December 31, 2011

All Good Things (2010)

 
A light is shed on a missing persons story in All Good Things

In All Good Things, the 1% literally get away with murder. Based on the true story of Robert Durst, the son of a New York real estate tycoon whose wife went missing, the film alleges that she was actually murdered -- perhaps by him. This is director Andrew Jarecki’s first attempt at a feature film (his previous work was the documentary Capturing the Friedmans, which focused on an even more uncomfortable topic). While it would seem somewhat facile to attribute the shortcomings of this film to his background as a documentary filmmaker, how else can we explain his interest in biographical detail and his refusal to tell the audience what to think? 

The film begins in a courtroom, where David Marks (Ryan Gosling) is on trial for a murder perhaps connected to his wife Katie’s disappearance 20 years ago. (The film avoids using the true names of the people they are based on.) We then flash back to New York City, 1971, when Katie (Kirsten Dunst) and David first meet.  He is running around town doing business in seedy buildings on orders from his dad (Frank Langella, as unpleasant as you would expect); she is an aspiring med student from a working-class family who has just moved into one of said buildings. Interspersed with the courtroom interrogation, we track their quickie wedding, their stint in Vermont as owners of a health-food store, and David’s summon back to New York, where he reluctantly joins the family business. 



Dad (Frank Langella) is unhappy with their marriage. This is one of the few instances in the film where the two are in the same shot together.

Jarecki takes you step by step through the demise of David and Katie, but holds viewers at bay when it comes to presenting a clear point of view on her disappearance. We see how David’s background shaped her fate: haunted by his mother’s suicide, which he witnessed as a child, on rocky terms with his powerful, controlling dad (who is naturally opposed to their marriage), and with a history of mental illness. However, when it comes to Katie's disappearance, Jarecki drops hints and suggestions about her murder while leaving the full details somewhat vague. Instead of coalescing all the information he's presented so far into a clear explanation, he instead turns tentative, leaving the film feeling like a working theory rather than a dramatization.

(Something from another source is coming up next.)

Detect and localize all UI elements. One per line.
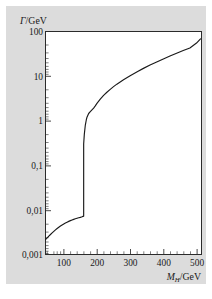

Who are you kidding? David tries to pass himself off as a woman.

This causes problems for the actors, in particular Ryan Gosling. As the troubled David, Gosling is so remote that you can hardly believe that he is the central character. Dull and sluggish, David doesn't seem charming enough to be able to ensnare Katie in their first encounter, and we don't see how he would be invested in whether she divorced him or not, whether she lived or not. By the time David shows up in the last third of the film and living in Texas as a woman, you've understood so little about him that it's difficult to even be fazed. 


A hard-eyed and disillusioned Katie.

Dunst fares better as the long-suffering Katie. Playing an average girl who marries up, way up, she goes for broke, subverting her initial blonde sunniness to gradually shift into a dead-eyed hollow of a girl. (No vain actress would let herself appear so haggard for so much of her screen time.) Forced to have an abortion, physically abused, and unable to escape from her marriage, it's the most uncompromisingly dark role she's had in her career so far, and she is compelling throughout the film. (Melancholia does not come out in Japan until February.) As the only penetrable character, her disappearance two-thirds into the film leaves you mourning.


A shot from the "happy times" montage, shot through the requisite golden glow.

The film’s last third is a limp to the end as it catches up to the present-day courtroom scene. It's then we see for certain that all the pieces Jarecki has been assembling so far aren't going to come together; the flashbacks merely build towards a whimper of a revelation. It fits with Jarecki's neutral stance: he isn't out to punish David, or provide him with a catharsis. This refusal to draw conclusions for the audience would have been a smart tactic if he didn't leave so much in the dark, leaving viewers at a loss as to how they should feel, or care. In the postscript, we learn the outcome of the trial, along with the information that David is now working as a real estate investor in Florida. You get chills, almost in spite of the film.